Buttery, Sugary Sea Salt

Buttery, Sugary Sea Salt

LORI EANES

Stateside Bakery puts sweet and savory together in cupcakes that use sea salt and creamy caramel combinations.


Salted caramel started somewhere, and now it’s at Stateside Bakery.

Is any caramel unsalted anymore?

Probably not. But what many salted-caramel cravers don’t realize is that this ubiquitous treat is regional.

Salt is as ancient and basic as the earth and sea. Caramel, by contrast, is a butter-sugar work of art. Where else but France—in its northwestern corner, Brittany, whose sea salt and salted butter are legendary—could these two, combined, become a local favorite that’s now a global craze?

After apprenticing in his father’s famous pastry shop, Henri Le Roux studied candymaking in Switzerland. Launching his own chocolaterie in 1977 and striving to invent a new type of candy using local ingredients, Le Roux came up with salted caramels. Showered with awards in France, they went worldwide.

At Stateside Bakery in Berkeley’s Elmwood district, executive pastry chef Erica Land makes salted-caramel cupcakes using Clover organic unsalted butter and Maldon sea salt.

“There’s nothing more enticing to a pastry chef than harmonizing sweet and savory together,” Land muses. “I religiously use salt in all of my creations to enhance the flavors, but making the salt the star of the show is a completely different ballgame.”

After buying the popular Cupkates food truck last year from its founder, Kate McEachern, local entrepreneur Angel Cruzado posted a Craigslist ad seeking someone to help him transform the truck into an ice-cream-taco cart. Land answered that ad.

“By the time we met up a few weeks later, he had already expanded this cart idea” and decided to also buy McEachern’s brick-and-mortar bakery, Land says. “It didn’t take long for either of us to realize that we had a similar vision and passion for nostalgic treats.”

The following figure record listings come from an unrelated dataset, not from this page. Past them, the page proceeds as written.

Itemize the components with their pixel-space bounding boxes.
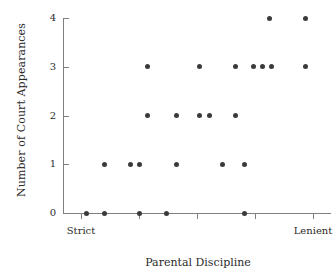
data-point: [137, 162, 142, 167]
y-tick-mark: [64, 116, 69, 117]
data-point: [220, 162, 225, 167]
data-point: [145, 113, 150, 118]
y-tick-label: 2: [50, 109, 56, 122]
x-tick-mark: [197, 214, 198, 219]
y-tick-mark: [64, 213, 69, 214]
data-point: [128, 162, 133, 167]
data-point: [242, 162, 247, 167]
x-tick-mark: [81, 214, 82, 219]
y-tick: 2: [63, 116, 69, 117]
y-axis-title: Number of Court Appearances: [14, 10, 30, 210]
y-tick: 1: [63, 164, 69, 165]
data-point: [242, 211, 247, 216]
data-point: [102, 162, 107, 167]
data-point: [267, 16, 272, 21]
y-tick: 3: [63, 67, 69, 68]
data-point: [269, 64, 274, 69]
data-point: [233, 64, 238, 69]
data-point: [197, 113, 202, 118]
y-tick-label: 4: [50, 11, 56, 24]
data-point: [207, 113, 212, 118]
data-point: [174, 113, 179, 118]
data-point: [197, 64, 202, 69]
data-point: [164, 211, 169, 216]
data-point: [84, 211, 89, 216]
y-tick-mark: [64, 164, 69, 165]
x-tick-mark: [255, 214, 256, 219]
data-point: [303, 16, 308, 21]
plot-area: 01234 StrictLenient: [63, 18, 331, 213]
data-point: [303, 64, 308, 69]
data-point: [145, 64, 150, 69]
x-tick-mark: [313, 214, 314, 219]
y-tick-mark: [64, 67, 69, 68]
x-axis-title: Parental Discipline: [60, 256, 336, 269]
data-point: [251, 64, 256, 69]
x-label-strict: Strict: [67, 224, 95, 237]
data-point: [137, 211, 142, 216]
data-point: [260, 64, 265, 69]
x-label-lenient: Lenient: [294, 224, 333, 237]
data-point: [102, 211, 107, 216]
y-tick-mark: [64, 18, 69, 19]
scatter-plot-figure: Number of Court Appearances Parental Dis…: [0, 0, 336, 279]
y-tick-label: 0: [50, 206, 56, 219]
data-point: [233, 113, 238, 118]
y-tick: 0: [63, 213, 69, 214]
y-tick-label: 1: [50, 157, 56, 170]
y-tick-label: 3: [50, 60, 56, 73]
y-tick: 4: [63, 18, 69, 19]
data-point: [174, 162, 179, 167]
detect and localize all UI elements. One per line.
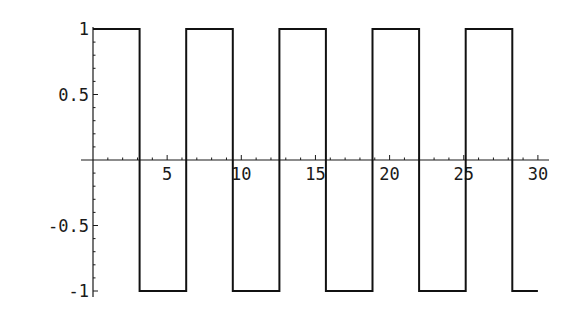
x-tick-label: 10 [231,164,251,184]
square-wave-chart: 5101520253010.5-0.5-1 [0,0,582,319]
x-tick-label: 15 [305,164,325,184]
y-tick-label: -1 [69,281,89,301]
x-tick-label: 25 [454,164,474,184]
x-tick-label: 5 [162,164,172,184]
y-tick-label: -0.5 [48,216,89,236]
y-tick-label: 0.5 [58,85,89,105]
y-tick-label: 1 [79,19,89,39]
x-tick-label: 20 [379,164,399,184]
axes [81,27,549,297]
x-tick-label: 30 [528,164,548,184]
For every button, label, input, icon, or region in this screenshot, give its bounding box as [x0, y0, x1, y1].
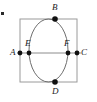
label-E: E — [25, 39, 31, 48]
label-A: A — [10, 48, 16, 57]
label-C: C — [81, 48, 87, 57]
label-F: F — [64, 39, 70, 48]
point-D — [52, 79, 58, 85]
stray-dot — [1, 12, 4, 15]
geometry-figure: A E F C B D — [0, 0, 97, 102]
label-D: D — [52, 87, 59, 96]
point-F — [66, 51, 71, 56]
point-E — [27, 51, 32, 56]
inscribed-ellipse — [29, 19, 68, 82]
label-B: B — [52, 3, 58, 12]
point-B — [52, 16, 58, 22]
point-C — [75, 51, 80, 56]
point-A — [18, 51, 23, 56]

Those salted-caramel cupcakes share Stateside’s shelves with nouveau versions of childhood favorites such as fudgy brownies, peanut-butter-sea-salt cookies, cream-filled sponge-cake “Twinkles” and jam-filled, butter-crusted, sprinkly-frosted “Tart Pops.”

“It can be easy to over- or under-do the salt if you’re not careful, so finding that perfect balance is challenging,” Land warnes. “Once you do, it’s only fair to share it with the world.”

Stateside Bakery, 3001 Telegraph Ave., Berkeley,  510-647-9919, www.StatesideBakery.com.

 

Published online on Nov. 30, 2016 at 8:00 a.m.